JUNOS-FIPS does not allow use of IPSec with AH only.
- Diffie-Hellman—A method of key exchange across a nonsecure
environment (such as the Internet). The Diffie-Hellman algorithm negotiates
a session key without sending the key itself across the network by allowing
each party to pick a partial key independently and send part of that key to
the other. Each side then calculates a common key value. This is a symmetrical
method and keys are typically used only for a short time, discarded, and regenerated.
- ESP—The Encapsulating Security Payload (ESP) is part of
IPSec and provides a confidentiality guarantee for packets through encryption.
If an ESP packet is successfully decrypted, and no other party knows the secret
key the peers share, the packet was not wiretapped in transit.

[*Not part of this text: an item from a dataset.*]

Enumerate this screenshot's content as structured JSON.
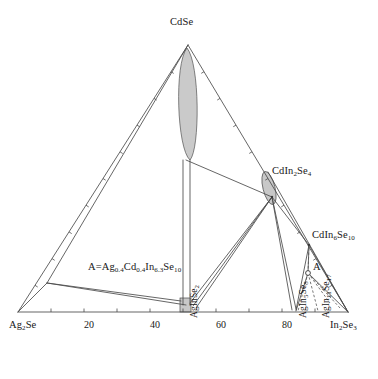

- Hashing—A method of message authentication that applies
a cryptographic technique over and over (iteratively) to a message of arbitrary
length and produces a hash “message digest” or “signature”
of fixed length that is appended to the message when sent.
- HMAC—Defined as “Keyed-Hashing for Message Authentication”
in RFC 2104, HMAC combines hashing algorithms with cryptographic keys for
message authentication. HMAC can use one of several iterated cryptographic
hash functions such as MD5 or SHA-1 (designated as HMAC-MD5 and HMAC-SHA1),
along with a secret key.
- IKE—The Internet Key Exchange (IKE) is part of IPSec and
provides ways to securely negotiate the shared private keys that the AH and
ESP portions of IPSec need to function properly. IKE employs Diffie-Hellman
methods and is optional in IPSec (the shared keys can be entered manually
at the endpoints).
- IPSec—The IP Security protocol (IPSec) is a standard way
to add security to Internet communications. The secure aspects of IPSec are
usually implemented in three parts: AH, ESP, and IKE.
- MAC—Any general method of message authentication code (MAC)
that uses encryption to compute a digital fingerprint (signature) for the
original message. The recipient recomputes the fingerprint and compares it
to the sent fingerprint.
- SA—A security association (SA) in IPSec is a set of parameters
used by IPSec to determine how the security protocols (AH and ESP) operate,
such as the private keys. The SA can be established by IKE (and expire) or
set by manual configuration (and does not expire). SAs are unidirectional
and are created in pairs.
- SHA-1—A Secure Hash Algorithm (SHA) standard defined in
FIPS PUB 180-1 (SHA-1). Developed by the National Institute of Science and
Technology (NIST), SHA-1 (which effectively replaces SHA-0) produces a 160-bit
hash for message authentication. Longer-hash variants include SHA-224, SHA-256,
SHA-384, and SHA-512 (all are sometimes grouped under the name “SHA-2”).
- SPI—A security parameter index (SPI) in IPSec is a numeric
identifier used with the destination address and security protocol to identify
an SA. When IKE is used to establish the SA, the SPI is randomly derived.
When manual configuration is used for an SA, the SPI must be entered as a
parameter.
- SSH—The Secure Shell (SSH) uses strong authentication and
encryption for remote access across a nonsecure network. SSH provides remote
login, remote program execution, file copy, and other functions. It is intended
as a secure replacement for rlogin, rsh, and rcp in a UNIX environment.
- SSL—The secure sockets layer (SSL) is an Internet standard
method used to secure communications over the Internet. SSL was developed
by Netscape for securing Web sessions, but there is nothing Web-specific about
SSL. SSL has goals similar to SSH, but with several important differences
in terms of cryptographic protection.
- TLS—Transport Layer Security (TLS) is an Internet standard
method used to secure communications over the Internet. It is the name of
a standard protocol based on SSL 3.0, and is defined in RFC 2246. TLS in JUNOS-FIPS
uses FIPS-restricted cipher sets in a FIPS environment.
- 3DES (3des-cbc)—A data encryption standard from the 1970s,
the original DES used a 56-bit key (cracked in 1997). It is now enhanced with
three multiple stages, effective key lengths of about 112 bits, and is often
implemented with cipher block chaining (cbc).